Américo Agostinho, a researcher at CINTESIS – Center for Health Technology and Services Research was awarded a research grant of 200 thousand Swiss francs, funded by the University Hospitals of Geneva (HUG), to develop a tool that may reduce in more than 25% the errors in the administration of antibiotics for surgical prophylaxis.

The project is entitled Improving perioperative antimicrobial prophylaxis by the use of a computerized decision support system, and it aims to evaluate the effectiveness of a computerized decision support system to improve the quality of the administration of perioperative antimicrobial prophylaxis, after verifying its clinical impact in the prevention of surgical site infections in the hip, knee, colon, rectum, lumbar neurosurgery, and cardiac surgeries. The work is being developed in the framework of the researcher’s PhD thesis within the Doctoral Program in Clinical and Health Services Research (PDICSS in Portuguese) of the Faculty of Medicine of the University of Porto (FMUP).

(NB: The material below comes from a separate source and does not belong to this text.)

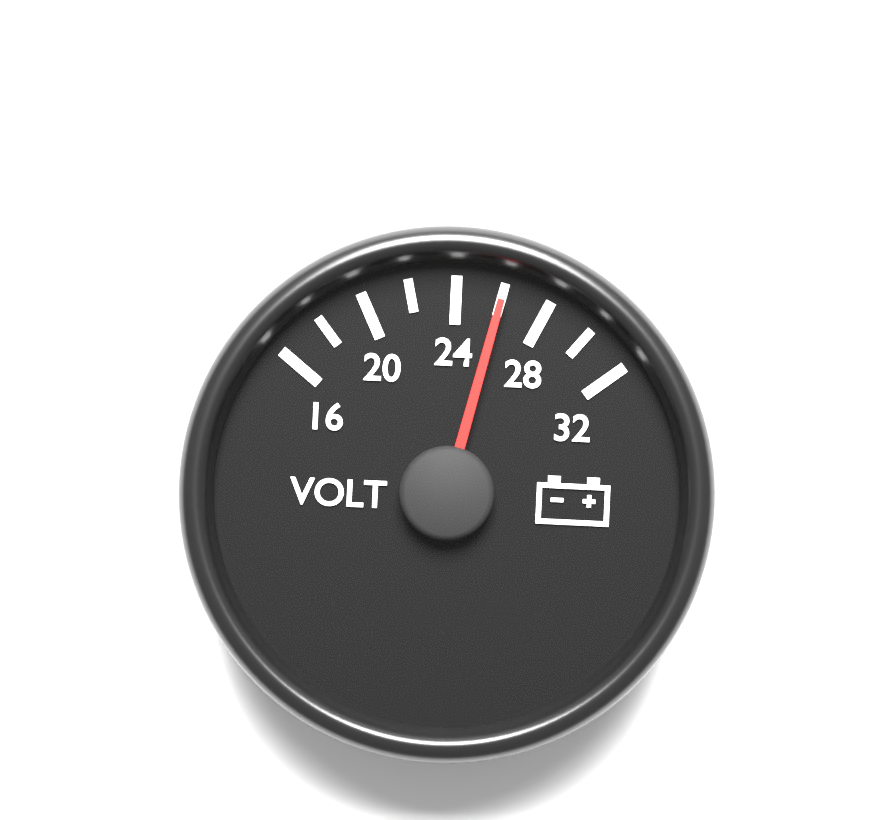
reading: 26 V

That is, “just as a GPS indicates the way forward, the system we are developing will tell doctors in the operating theater what antibiotics to administer, in what amount and in what time interval (leaving always the possibility of whether or not to follow this indication). However, this reminder will allow to reduce errors of administration,” explains Américo Agostinho.

According to international guidelines, there is an antibiotic recommended for each surgery, depending on the risk of infection associated with the operation. However, due to several factors (emergency, inexperience, lack of time, etc.) there are error rates around 30% in the administration of antibiotics for surgical prophylaxis. “These errors increase hospital infections as well as antimicrobial resistance,” says the researcher who is a specialist in the field of prevention of infections.

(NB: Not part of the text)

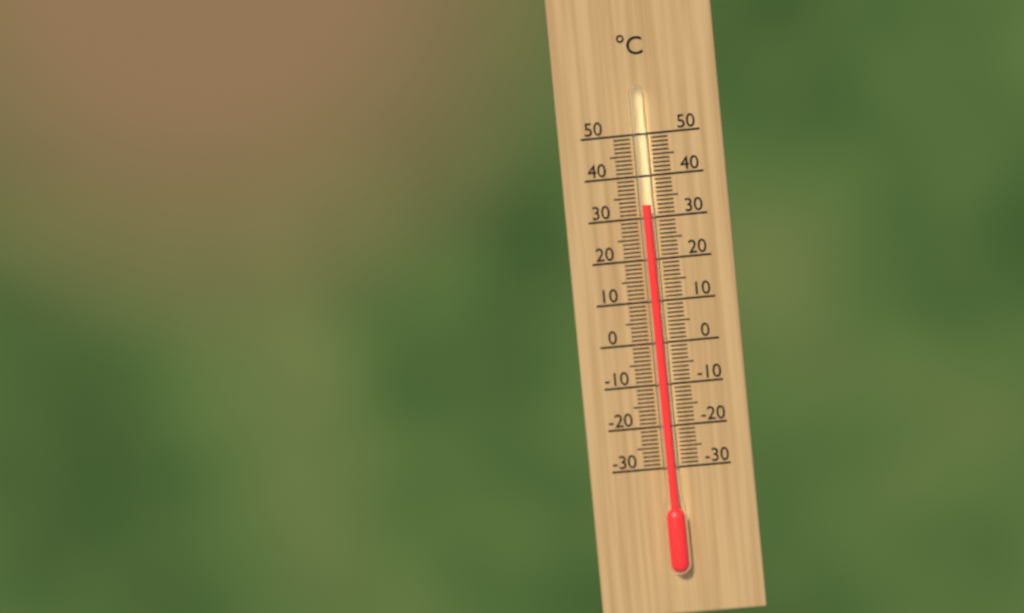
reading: 33 °C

Thus, the new program will collect data from the patient that is already in the hospital’s computer system (such as surgery type, patient weight, allergies, whether or not there are pathogenic microbial agents …) to propose the most appropriate antibiotic and recall if it should be re-administered, in case the surgery lasts for several hours.

It should be noted that hospital infections have been recognized by the World Health Organization (WHO) as one of the factors that most compromise patient safety in health care delivery. As written in the abstract of the awarded project, “infections at the surgical site are responsible for 20 to 30% of hospital infections, but they have the greatest influence in terms of morbidity, mortality, and expenses for hospitals and for society.”

Surgical site infection rates range from 2% to 20%, depending on the hospital and type of surgery, with an estimated mortality rate of 0.4-0.8%. “This means that around the world, every year, about 7 million patients develop an infection acquired at the surgical site, of which 1 million die,” says the researcher.

Américo Agostinho says that he is honored with the award of the funding and attributes the success of his project to the knowledge gained at the HUGs and to the skills and methodology developed at PDICSS. “I have no doubt that the training in this doctorate was a determining factor so that I could design a scientific project of high public interest, with a high methodological level, capable of competing and overcoming the other 15 researchers who were also competing,” explains the researcher, recommending this doctoral program as a “solid, innovative and scientifically relevant training”.

Américo Agostinho is a nurse specialized in infection prevention and control at HUG, led by Didier Pittet, a world reference in the field of hand hygiene.

The project will involve seven researchers from HUG, a researcher from the University of São Paulo and two researchers from CINTESIS.